He lifted her hand and rubbed her empty ring finger. There was a very feint indent from where she’d worn the jewellery for a brief time.
“Because you are my wife.”
Her eyes swept shut at his words and her heart iced over. “A stupid joke,” she muttered angrily.
“No. A clever twist of fate.”
She shook her head.
“Do you know why I thought the worst of you Sophie? Why I believed you to have engaged in affairs with both Eric and the man from Sydney?”
“Because you’re suspicious, cynical and untrusting?”
His lip twisted in a half-smile. “No. Because I fell in love with you the first moment I saw you, half hidden beneath the sofa. I loved you. Your voice, your energy, you. And how could any man not feel as I did? How could any man not see you and want you, as I did, with a total, full-body response?”

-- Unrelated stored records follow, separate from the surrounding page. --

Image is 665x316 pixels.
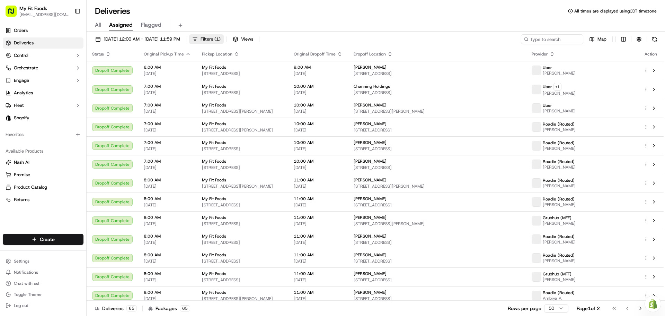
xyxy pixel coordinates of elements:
[95,21,101,29] span: All
[3,25,83,36] a: Orders
[144,51,184,57] span: Original Pickup Time
[144,258,191,264] span: [DATE]
[6,159,81,165] a: Nash AI
[354,271,387,276] span: [PERSON_NAME]
[294,214,343,220] span: 11:00 AM
[650,34,660,44] button: Refresh
[202,196,226,201] span: My Fit Foods
[3,300,83,310] button: Log out
[14,269,38,275] span: Notifications
[294,140,343,145] span: 10:00 AM
[202,214,226,220] span: My Fit Foods
[543,140,575,146] span: Roadie (Routed)
[144,289,191,295] span: 8:00 AM
[3,112,83,123] a: Shopify
[294,102,343,108] span: 10:00 AM
[354,165,521,170] span: [STREET_ADDRESS]
[354,90,521,95] span: [STREET_ADDRESS]
[202,258,283,264] span: [STREET_ADDRESS]
[543,146,576,151] span: [PERSON_NAME]
[3,87,83,98] a: Analytics
[201,36,221,42] span: Filters
[14,280,39,286] span: Chat with us!
[230,34,256,44] button: Views
[6,184,81,190] a: Product Catalog
[354,214,387,220] span: [PERSON_NAME]
[202,146,283,151] span: [STREET_ADDRESS]
[586,34,610,44] button: Map
[241,36,253,42] span: Views
[294,271,343,276] span: 11:00 AM
[354,196,387,201] span: [PERSON_NAME]
[294,127,343,133] span: [DATE]
[202,271,226,276] span: My Fit Foods
[521,34,583,44] input: Type to search
[144,271,191,276] span: 8:00 AM
[95,6,130,17] h1: Deliveries
[180,305,190,311] div: 65
[294,158,343,164] span: 10:00 AM
[543,108,576,114] span: [PERSON_NAME]
[354,296,521,301] span: [STREET_ADDRESS]
[294,289,343,295] span: 11:00 AM
[3,182,83,193] button: Product Catalog
[14,52,28,59] span: Control
[294,165,343,170] span: [DATE]
[543,183,576,188] span: [PERSON_NAME]
[543,276,576,282] span: [PERSON_NAME]
[144,158,191,164] span: 7:00 AM
[202,289,226,295] span: My Fit Foods
[354,177,387,183] span: [PERSON_NAME]
[354,140,387,145] span: [PERSON_NAME]
[14,27,28,34] span: Orders
[3,289,83,299] button: Toggle Theme
[19,12,69,17] button: [EMAIL_ADDRESS][DOMAIN_NAME]
[354,202,521,208] span: [STREET_ADDRESS]
[554,83,562,90] button: +1
[354,277,521,282] span: [STREET_ADDRESS]
[202,296,283,301] span: [STREET_ADDRESS][PERSON_NAME]
[144,183,191,189] span: [DATE]
[294,83,343,89] span: 10:00 AM
[644,51,658,57] div: Action
[202,83,226,89] span: My Fit Foods
[144,108,191,114] span: [DATE]
[14,90,33,96] span: Analytics
[354,252,387,257] span: [PERSON_NAME]
[202,177,226,183] span: My Fit Foods
[354,146,521,151] span: [STREET_ADDRESS]
[14,77,29,83] span: Engage
[543,90,576,96] span: [PERSON_NAME]
[144,202,191,208] span: [DATE]
[14,102,24,108] span: Fleet
[202,239,283,245] span: [STREET_ADDRESS]
[543,252,575,258] span: Roadie (Routed)
[144,64,191,70] span: 6:00 AM
[144,121,191,126] span: 7:00 AM
[3,256,83,266] button: Settings
[14,40,34,46] span: Deliveries
[3,75,83,86] button: Engage
[14,184,47,190] span: Product Catalog
[144,277,191,282] span: [DATE]
[214,36,221,42] span: ( 1 )
[3,157,83,168] button: Nash AI
[202,108,283,114] span: [STREET_ADDRESS][PERSON_NAME]
[294,233,343,239] span: 11:00 AM
[144,140,191,145] span: 7:00 AM
[543,159,575,164] span: Roadie (Routed)
[543,215,572,220] span: Grubhub (MFF)
[294,177,343,183] span: 11:00 AM
[543,164,576,170] span: [PERSON_NAME]
[144,83,191,89] span: 7:00 AM
[543,295,575,301] span: Ambiya A.
[144,214,191,220] span: 8:00 AM
[202,51,232,57] span: Pickup Location
[543,70,576,76] span: [PERSON_NAME]
[202,102,226,108] span: My Fit Foods
[144,102,191,108] span: 7:00 AM
[19,5,47,12] button: My Fit Foods
[104,36,180,42] span: [DATE] 12:00 AM - [DATE] 11:59 PM
[294,183,343,189] span: [DATE]
[202,71,283,76] span: [STREET_ADDRESS]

She blinked her eyes opened and stared at him as though he must surely have thought her to be some kind of idiot. “You’re being ridiculous. You never loved me. I’d go so far as to say you hated me. Or you would never have gone through with this ridiculous plan to get me out of Helena’s life.”
“I loved you then, Sophie, and I love now. Do not argue with me. I always win. Eventually, you will accept that.”
“Eventually … Alex, it’s over between us. I can’t … I won’t … forgive you.”
“You will.” His smile now was confident. “Stay here. I’ll arrange for you to be checked out.”
“Discharged,” she muttered to his retreating back. “It’s a hospital, not a hotel.” She looked down at herself hopelessly, feeling more alone than she ever had in her whole life. “I have nothing to wear.”
He frowned. Her clothes from yesterday were nowhere in sight. “Okay. Wait here.”
“Do I have any other choice?” She queried with a sarcastic smile. And even then, angry with him and desperately miserable, she knew she was being rude and unfair. He had lost their baby too. And he was trying to help. Only she’d run out of any kind of generosity of spirit.
In barely no time at all, Alex was back clutching a dark green shopping bag. “Would you like help changing?”
She scowled at him, but didn’t perceive any innuendo in the question.
He lifted his hands. “It was a genuine question, agape mou.”
“I’m fine.” She took the bag without thanking him and peered inside. A black sweater and a pair of jeans were inside, complete with fresh underwear.
“Wait outside. Please.”
“It was a serious offer of help, Sophie. You might be weak …”
“Then I’ll buzz for a nurse,” she said through gritted teeth.
“Okay. Fine.” Alex tamped down on his frustration. He had lost any right to expect Sophie to simply be an unquestioning part of his life.
Out of nowhere, he thought back to the first week on Corfu, when she had been so happy she’d practically beamed with light and pleasure. He thought back to those heady days, when they’d shared one another’s bodies and they’d talked and laughed as though they were careless and divinely euphoric. That brief, glimmering window of perfection that he’d smashed with his idiotic plan. What he wouldn’t give to go back to that perfect oasis of time and hold it tight to his chest.
She dressed slowly, and Alex was on the verge of bursting back into her room when Sophie finally emerged. She’d washed her face and finger combed her hair, but she still looked a long way from well.
“Ready?” He smothered the worry from his voice, instinctively understanding that she didn’t want sympathy. “My car is out the front.”
She fell into step beside him, and the whole way, she knew she should separate herself from this man. Except she was tired, and she didn’t feel great. It was only with enormous effort that she was able to walk without showing any physical signs of discomfort.
Alessandro Petrides was parked on double yellow lines just outside the hospital. His windshield had a host of paper on the front and he ripped them out impatiently.
“Alex,” Sophie said sharply. “You’re illegally parked.”
The look he sent her was rich with disbelief. “Did you think I would waste time searching for a better spot while you were in hospital?”